An Atom ID
element contains an URI (IRI are not a standard) that is currently bound to a set of rules on which there is some consensus. It must be universally unique, must not change over time and it must not be relative. There is only one thing I doubt about. String comparison or URI comparison?
Those are two exactly the same URIs, but different strings. You might want to read Identifying Atom for more (fun) examples. Because it seems to be very difficult to normalize URIs some people want string comparison instead, but if that is the case… why should we use URIs in the first place?
Apperently different languages environments return different results. Java is totally borked.
Why we should use URI's is a question I've asked several times, but not yet gotten any comprihensible answer to. Some people has the opinion that URI's are the only way to make something globally unique, but I digress. Any syntax would do, and URI's are infested with all kinds of different things, like encoding problems, dereferencability (applies only to URL's, but URL's are URI's) etc.
I think we should go for URN's. Yes, they are also URI's, but they are more explicit as identifiers and not at all directly dereferencable as such. I don't know how IRI's apply to URN's, but I would guess IRI-based URN's would make them more i18n-friendly, and thus a better choice than URI-based URN's.
I would agree that the syntax definitions of a URI's are good for identification purposes, but all the other baggage, like normalization, escaping etc, is just stupid to have to pay attention to.
Is Java just as borked
as Opera? :-)
Good web servers will simply redirect if your case is incorrect on file/directory names. And if you forget that trailing slash, no problem. And even if you replace a slash with a backslash (oh my goodness!), it should still work.
If you ask me, a web server/operating system that does not do this, is written poorly. And many (most?) are.
These things do add complexity, but who ever said that being a programmer was easy. :-)
In the end, usability rules! And you will just have to live with the fact that a URI != a string. :-)
Charl, you miss the point. This is about URIs as identifiers. This has nothing, absolutely nothing, to do with web servers.

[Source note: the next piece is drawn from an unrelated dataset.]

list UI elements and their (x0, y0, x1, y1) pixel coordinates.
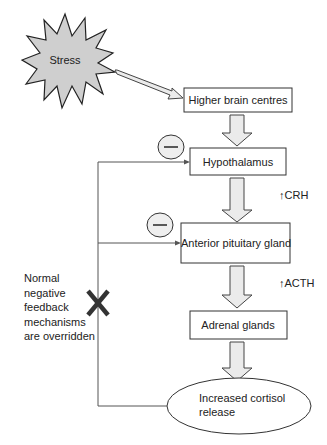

I know. I think I just expressed myself wrong. I wasn't trying to advise people on how to write web servers; maybe I got sidetracked a little bit.
My actual point was trying to say that expecting URI's to be simple strings is impractical.
some people want string comparison instead
I was just trying to say that there is no simple way out. :-)
URL vs URL has me all sorts of confused.
-Shade
The (current) Atom pre-draft 0.3 spec says atom:id
"MUST be a URI."
This completely negates using string comparison to check it.
It's all muddly and sloppy because we're looking for consensus and engineering, not elegant architecture. Our esteemed Co-Chair will not accept any solution that doesn't allow (and probably prefer) HTTP URIs as identifiers. The reality of the IETF means we can't use an unregistered scheme, and probably can't register a scheme. The reality of our experience with RSS's guid (and Atom 0.3's id, for that matter) means we can't just leave it up to people to decide on their own how to make something unique and stable. The utter brokeness of common tools means that even if we mandate nothing but HTTP URIs, we still can't count on successful comparison unless we either mandate canonical URIs (which we may or may not get, no matter what we insist upon), or say that they have to be URIs (for Tim, for the IETF, for a chance of uniqueness) which must be treated as strings (for Java and C#). Engineering, not architecture.